Wednesday, April 20, 2011

Michael: Wishing for the good things at home

I suppose it’s true for anyone who travels. There always seems to be one day when in spite of all the fun, exploration, and discovery, there comes a day when a traveler really, and I mean REALLY wants to be home – home where friends, family, and familiarity are. This morning this happened to me.
I awoke with – How you say in your country? – a loose stool. Yes, diarrhea. We were scheduled for a 7-hour bus ride from Cochabamba to La Paz. I took my second testimonial 45-minutes later at the bus terminal, paying the equivalent of $0.13 for the privilege of crouching over a seat-less toilet and for a strip of toilet paper. I hoped all would be well and with my team I boarded the bus.
Around about an hour later, and I don’t want to get too graphic here, liquidy things in my midsection began to assert themselves. Now mind you, we were on a modern, double-decker Mercedes coach bus. So I wandered down the stairway and asked for the baño, only to be told that there wasn’t one (or that the one the bus had didn’t work). “How long to the rest stop?” “Tres horas.” Ho-my-gosh!
I returned to my seat to contemplate my fate. A Bruce Willis action film came on the monitors, the volume on high, dubbed and sub-titled both in Spanish. Now mind you, the movie system worked but the bathroom didn’t.
I tried to take in the scenery outside the window, which was spectacular, as the road climbed steadily further than I ever thought possible, gaining thousands of feet in elevation. The slight headache that often accompanies rapid movement towards high altitudes competed for my attention with the grumbling in my gut. Minutes passed like hours as I dreamed of clean restrooms back in the good old USA, with all the toilet paper anybody could ever use and actual toilet seats. I was as uncomfortable as I have been in a long, long time.
The movie mercifully ended and the road leveled out to the Altiplano, the high plain, which is characteristic of Bolivia. Finally, the bus turned into the dirt parking lot of a “rest area,” a restaurant flanked by men’s and women’s bathrooms in outbuildings, where I was never so happy to pay $0.13 again to relieve my pain.
As we continued on, we were treated to an even more violent movie (I didn’t know there was such a thing) but by now I was able to read a book and look out the window at the emerging snow-capped giant mountains. We hit the outskirts of La Paz 45-minutes before arriving at the bus terminal where we were met by Pedro Loza, the leader of the inbound team. It was a good sign that the happy times would renew.

1 comment:

  1. I can empathize! Eat lots of yoghurt (never works for me but that's what the experts recommend). And you can probably find any medicine you need in the local farmacia without a prescription and at a fraction of the cost up here.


> [PROBLEM TO SOLVE] Filter the listing below for "contained" and report every line that has it.
──────────────────────────────
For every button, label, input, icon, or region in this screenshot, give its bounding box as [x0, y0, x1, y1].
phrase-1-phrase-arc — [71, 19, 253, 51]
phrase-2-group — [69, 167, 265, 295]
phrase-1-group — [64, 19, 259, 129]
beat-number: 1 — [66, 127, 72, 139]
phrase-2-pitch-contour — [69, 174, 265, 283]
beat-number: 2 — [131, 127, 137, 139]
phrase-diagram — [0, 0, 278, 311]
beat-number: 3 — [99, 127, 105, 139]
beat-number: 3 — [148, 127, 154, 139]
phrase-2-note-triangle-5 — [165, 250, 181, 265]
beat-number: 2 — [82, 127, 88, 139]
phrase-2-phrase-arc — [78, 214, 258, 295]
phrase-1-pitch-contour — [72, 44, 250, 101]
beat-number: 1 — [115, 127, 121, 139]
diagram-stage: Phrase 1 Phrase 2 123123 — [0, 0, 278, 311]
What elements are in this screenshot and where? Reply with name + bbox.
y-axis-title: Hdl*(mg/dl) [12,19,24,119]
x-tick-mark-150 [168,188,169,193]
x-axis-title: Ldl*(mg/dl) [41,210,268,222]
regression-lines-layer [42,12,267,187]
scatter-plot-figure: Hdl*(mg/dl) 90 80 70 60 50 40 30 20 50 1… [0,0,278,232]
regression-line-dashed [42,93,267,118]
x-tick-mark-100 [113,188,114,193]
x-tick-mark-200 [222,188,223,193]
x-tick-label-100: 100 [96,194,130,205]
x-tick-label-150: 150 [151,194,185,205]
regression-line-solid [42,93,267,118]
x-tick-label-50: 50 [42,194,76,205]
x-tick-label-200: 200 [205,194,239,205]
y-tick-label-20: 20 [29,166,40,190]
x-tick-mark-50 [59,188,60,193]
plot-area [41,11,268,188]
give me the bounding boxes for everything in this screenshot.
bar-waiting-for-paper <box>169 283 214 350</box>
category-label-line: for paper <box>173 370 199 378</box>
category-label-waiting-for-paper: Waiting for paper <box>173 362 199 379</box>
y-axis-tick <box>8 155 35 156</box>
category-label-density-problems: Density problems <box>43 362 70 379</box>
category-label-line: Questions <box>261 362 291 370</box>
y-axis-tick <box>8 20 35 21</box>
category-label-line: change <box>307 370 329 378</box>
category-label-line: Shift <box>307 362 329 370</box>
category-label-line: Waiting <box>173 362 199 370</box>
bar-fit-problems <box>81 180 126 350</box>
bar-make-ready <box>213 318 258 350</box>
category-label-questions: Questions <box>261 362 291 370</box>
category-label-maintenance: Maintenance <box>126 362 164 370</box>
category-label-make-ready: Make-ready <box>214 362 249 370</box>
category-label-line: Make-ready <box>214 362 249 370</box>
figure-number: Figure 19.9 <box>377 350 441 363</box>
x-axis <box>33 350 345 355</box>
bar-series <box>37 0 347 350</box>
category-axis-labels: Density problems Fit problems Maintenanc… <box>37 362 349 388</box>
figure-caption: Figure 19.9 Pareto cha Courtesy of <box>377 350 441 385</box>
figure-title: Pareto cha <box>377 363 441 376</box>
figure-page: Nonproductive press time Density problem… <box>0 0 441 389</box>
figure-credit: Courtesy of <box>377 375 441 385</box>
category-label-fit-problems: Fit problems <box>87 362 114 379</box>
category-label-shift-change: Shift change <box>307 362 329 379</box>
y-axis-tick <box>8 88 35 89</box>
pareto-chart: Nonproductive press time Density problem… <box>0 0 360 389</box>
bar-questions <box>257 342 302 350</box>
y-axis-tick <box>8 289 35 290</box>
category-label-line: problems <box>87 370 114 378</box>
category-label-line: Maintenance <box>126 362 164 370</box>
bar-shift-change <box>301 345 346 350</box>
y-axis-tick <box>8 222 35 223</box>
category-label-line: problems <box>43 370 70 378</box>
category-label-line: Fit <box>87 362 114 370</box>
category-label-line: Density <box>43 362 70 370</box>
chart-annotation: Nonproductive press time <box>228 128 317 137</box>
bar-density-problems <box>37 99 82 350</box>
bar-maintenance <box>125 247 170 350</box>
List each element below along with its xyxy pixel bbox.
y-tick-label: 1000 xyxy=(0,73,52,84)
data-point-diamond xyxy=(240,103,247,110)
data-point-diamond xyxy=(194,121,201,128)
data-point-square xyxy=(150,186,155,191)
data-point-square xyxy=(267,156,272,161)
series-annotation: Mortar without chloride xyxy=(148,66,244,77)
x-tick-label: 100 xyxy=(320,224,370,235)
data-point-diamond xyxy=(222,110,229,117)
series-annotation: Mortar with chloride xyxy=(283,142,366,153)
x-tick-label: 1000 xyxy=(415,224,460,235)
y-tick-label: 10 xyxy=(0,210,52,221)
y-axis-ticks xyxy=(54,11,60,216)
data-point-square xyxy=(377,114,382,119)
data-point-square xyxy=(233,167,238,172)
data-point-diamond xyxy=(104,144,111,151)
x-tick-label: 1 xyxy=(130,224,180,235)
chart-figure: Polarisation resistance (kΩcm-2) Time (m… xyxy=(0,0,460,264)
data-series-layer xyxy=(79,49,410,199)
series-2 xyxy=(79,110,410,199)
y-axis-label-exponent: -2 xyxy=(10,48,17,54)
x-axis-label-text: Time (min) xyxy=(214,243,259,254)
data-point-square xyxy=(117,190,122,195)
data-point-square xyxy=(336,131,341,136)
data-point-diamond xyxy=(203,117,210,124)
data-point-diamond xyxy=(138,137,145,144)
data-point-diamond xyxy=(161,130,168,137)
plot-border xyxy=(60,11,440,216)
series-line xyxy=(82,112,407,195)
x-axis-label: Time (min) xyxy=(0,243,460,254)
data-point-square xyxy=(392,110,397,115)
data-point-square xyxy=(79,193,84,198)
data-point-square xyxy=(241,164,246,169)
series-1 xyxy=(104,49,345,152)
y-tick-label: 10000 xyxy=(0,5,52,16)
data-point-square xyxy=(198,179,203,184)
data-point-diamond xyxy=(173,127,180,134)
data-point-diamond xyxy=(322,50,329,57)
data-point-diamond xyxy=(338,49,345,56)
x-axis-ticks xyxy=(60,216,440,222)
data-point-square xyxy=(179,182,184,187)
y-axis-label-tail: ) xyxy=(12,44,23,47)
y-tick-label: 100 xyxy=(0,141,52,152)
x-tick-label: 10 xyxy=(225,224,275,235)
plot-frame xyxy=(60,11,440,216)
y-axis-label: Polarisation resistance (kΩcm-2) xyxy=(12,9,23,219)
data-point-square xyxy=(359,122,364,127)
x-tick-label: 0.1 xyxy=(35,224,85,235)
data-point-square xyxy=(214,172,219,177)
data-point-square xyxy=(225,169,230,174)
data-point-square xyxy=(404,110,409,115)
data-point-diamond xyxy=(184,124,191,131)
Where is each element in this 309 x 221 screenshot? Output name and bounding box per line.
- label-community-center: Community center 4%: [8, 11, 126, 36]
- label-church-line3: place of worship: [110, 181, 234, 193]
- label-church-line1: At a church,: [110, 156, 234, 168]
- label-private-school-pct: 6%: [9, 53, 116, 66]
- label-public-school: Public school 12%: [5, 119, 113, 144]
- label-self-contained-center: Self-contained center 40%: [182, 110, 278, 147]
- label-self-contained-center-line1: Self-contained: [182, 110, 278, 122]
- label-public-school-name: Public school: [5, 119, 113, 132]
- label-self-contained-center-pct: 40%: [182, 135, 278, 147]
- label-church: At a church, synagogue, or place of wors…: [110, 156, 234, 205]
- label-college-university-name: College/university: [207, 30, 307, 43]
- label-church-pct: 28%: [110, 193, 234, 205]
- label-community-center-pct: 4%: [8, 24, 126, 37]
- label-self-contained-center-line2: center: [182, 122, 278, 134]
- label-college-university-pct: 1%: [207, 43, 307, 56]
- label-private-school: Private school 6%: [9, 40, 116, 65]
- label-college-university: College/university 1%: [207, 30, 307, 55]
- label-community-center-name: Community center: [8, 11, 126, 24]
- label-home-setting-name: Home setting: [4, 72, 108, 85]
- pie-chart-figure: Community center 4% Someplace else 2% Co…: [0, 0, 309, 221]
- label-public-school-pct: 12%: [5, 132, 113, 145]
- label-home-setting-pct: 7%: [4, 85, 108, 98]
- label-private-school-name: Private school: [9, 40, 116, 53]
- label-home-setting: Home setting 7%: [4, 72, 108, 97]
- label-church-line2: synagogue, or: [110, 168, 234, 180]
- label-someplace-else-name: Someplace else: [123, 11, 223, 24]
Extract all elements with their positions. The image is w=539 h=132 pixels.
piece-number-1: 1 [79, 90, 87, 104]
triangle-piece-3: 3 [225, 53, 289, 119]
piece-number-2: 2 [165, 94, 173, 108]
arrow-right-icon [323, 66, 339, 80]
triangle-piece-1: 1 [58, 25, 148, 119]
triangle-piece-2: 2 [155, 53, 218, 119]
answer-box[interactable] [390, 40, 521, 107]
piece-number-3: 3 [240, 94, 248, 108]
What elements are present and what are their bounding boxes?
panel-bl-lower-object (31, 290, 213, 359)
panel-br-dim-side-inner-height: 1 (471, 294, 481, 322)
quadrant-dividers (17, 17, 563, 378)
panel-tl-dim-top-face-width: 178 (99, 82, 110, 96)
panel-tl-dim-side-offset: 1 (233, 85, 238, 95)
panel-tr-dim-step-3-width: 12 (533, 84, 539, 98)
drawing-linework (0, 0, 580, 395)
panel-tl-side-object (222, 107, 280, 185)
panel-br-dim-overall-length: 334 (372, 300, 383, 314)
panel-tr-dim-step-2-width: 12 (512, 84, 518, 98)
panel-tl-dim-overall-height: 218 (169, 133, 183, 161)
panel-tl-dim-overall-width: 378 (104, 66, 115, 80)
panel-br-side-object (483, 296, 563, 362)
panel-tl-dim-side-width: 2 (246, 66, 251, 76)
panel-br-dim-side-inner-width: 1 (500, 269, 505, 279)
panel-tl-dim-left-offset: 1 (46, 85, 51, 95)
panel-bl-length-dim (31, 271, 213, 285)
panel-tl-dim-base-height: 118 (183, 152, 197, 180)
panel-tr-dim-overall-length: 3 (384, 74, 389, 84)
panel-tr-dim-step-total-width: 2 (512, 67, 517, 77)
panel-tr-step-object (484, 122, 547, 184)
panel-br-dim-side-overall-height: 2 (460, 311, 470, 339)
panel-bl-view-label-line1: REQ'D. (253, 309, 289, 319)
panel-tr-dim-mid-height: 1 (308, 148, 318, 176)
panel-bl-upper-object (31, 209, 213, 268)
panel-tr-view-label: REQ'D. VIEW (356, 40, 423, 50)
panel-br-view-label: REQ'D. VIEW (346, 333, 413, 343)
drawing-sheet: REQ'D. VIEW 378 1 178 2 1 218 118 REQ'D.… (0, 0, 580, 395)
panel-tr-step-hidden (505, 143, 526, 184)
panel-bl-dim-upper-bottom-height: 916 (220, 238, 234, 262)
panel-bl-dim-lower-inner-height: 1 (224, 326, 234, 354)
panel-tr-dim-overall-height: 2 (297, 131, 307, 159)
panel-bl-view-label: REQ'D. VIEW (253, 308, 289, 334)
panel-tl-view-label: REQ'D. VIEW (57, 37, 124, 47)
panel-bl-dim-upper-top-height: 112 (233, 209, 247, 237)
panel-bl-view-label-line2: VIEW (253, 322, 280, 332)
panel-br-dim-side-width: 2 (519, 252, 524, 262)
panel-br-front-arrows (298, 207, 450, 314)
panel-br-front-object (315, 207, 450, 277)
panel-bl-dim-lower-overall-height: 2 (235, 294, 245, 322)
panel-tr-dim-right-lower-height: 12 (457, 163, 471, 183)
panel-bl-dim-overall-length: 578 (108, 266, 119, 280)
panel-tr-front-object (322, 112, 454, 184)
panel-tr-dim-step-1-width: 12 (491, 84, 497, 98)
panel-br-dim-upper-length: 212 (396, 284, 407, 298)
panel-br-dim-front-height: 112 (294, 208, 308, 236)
──────────────────────────────
> [WRITTEN SOLUTION]
- label-self-contained-center: Self-contained center 40%: [182, 110, 278, 147]
- label-self-contained-center-line1: Self-contained: [182, 110, 278, 122]
- label-self-contained-center-pct: 40%: [182, 135, 278, 147]
- label-self-contained-center-line2: center: [182, 122, 278, 134]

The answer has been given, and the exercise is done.